Let me start from the end of your question. Yes in case value is greater than 2^63-1 the value will overflow. Common implementation of an overflow is that the least significant representable bits of the result are stored; value will wrap (you can see at the bottom of my post about overflow for reference)
Sequence is like: 2^63-2, 2^63-1, -2^63, -(2^63-1) ...
Now looking back at Javadoc I agree that the explanation about using comparison is confusing and that naturally we would try to compare t1 > t0
to validate if t1
happened after t0
. You are partially right. Though I don't think it is a typo but it is not explained correctly. I think it should say:
For two values t0
and t1
(where t1 is captured after t0), you should not use t1 < t0
(to check for false
) but rather t1 - t0 < 0
, similarly you should not use t1 > t0
(to check for true
) but rather t1 - t0 > 0
Or to formalise it:
For two 'nano' values t0
and t1
, where t1
is captured after t0
following stands: (t1 - t0 > 0) == true
as long as the period between t1
and t0
is <= 2^63 ns.
Why? Because even when t1
overflows (so it is negative), the result t1 - t0
will also be negative but, it will be less than -2^64 and it will 'overflow back' to positive value! .
This stands as long as the condition about the distance between t0
and t1
is met! In case the distance is larger than 2^64 e.g: for t0 = 1; t1 = -(2^64-2)
, subtraction result would be: t1 - t0 = -(2^64-1)
so the specified condition (t1 - t0 > 0
) will give incorrect result.
Right?:)
On overflow
For the sake of explanation lats assume a type that is stored using 8 bits (instead of 64 used by long), so binary to decimal representation is:
0000 0000 => 0
0000 0001 => 1 (2^0)
0000 0010 => 2 (2^1 + 2^0)
...
1111 1111 => 255 (2^7 + 2^6 + ... + 2^1)
now next number is naturally when you would increment by 1.

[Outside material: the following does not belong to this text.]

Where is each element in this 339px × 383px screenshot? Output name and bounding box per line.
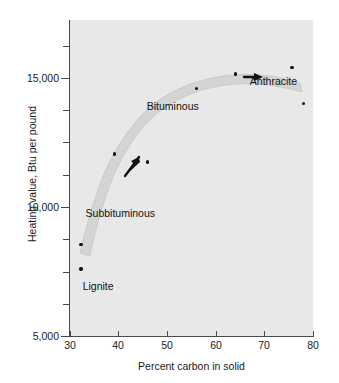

adding 1 to binary 1111 1111 will produce 1 0000 0000
(1) 0000 0000 => -256 !!!
typically the overflown bit on a position 8 will represent a (negative-weight) sign bit
first following value is adding 1 to most-right position
(1) 0000 0001 => -256 + 2^0 = -255
(1) 0000 0010 => -256 + 2^1 = -254
(1) 0000 0011 => -256 + 2^1 + 2^1 = -253
...
you get the picture
The origin of this is in the underlying hardware registry implementation which relies on binary values.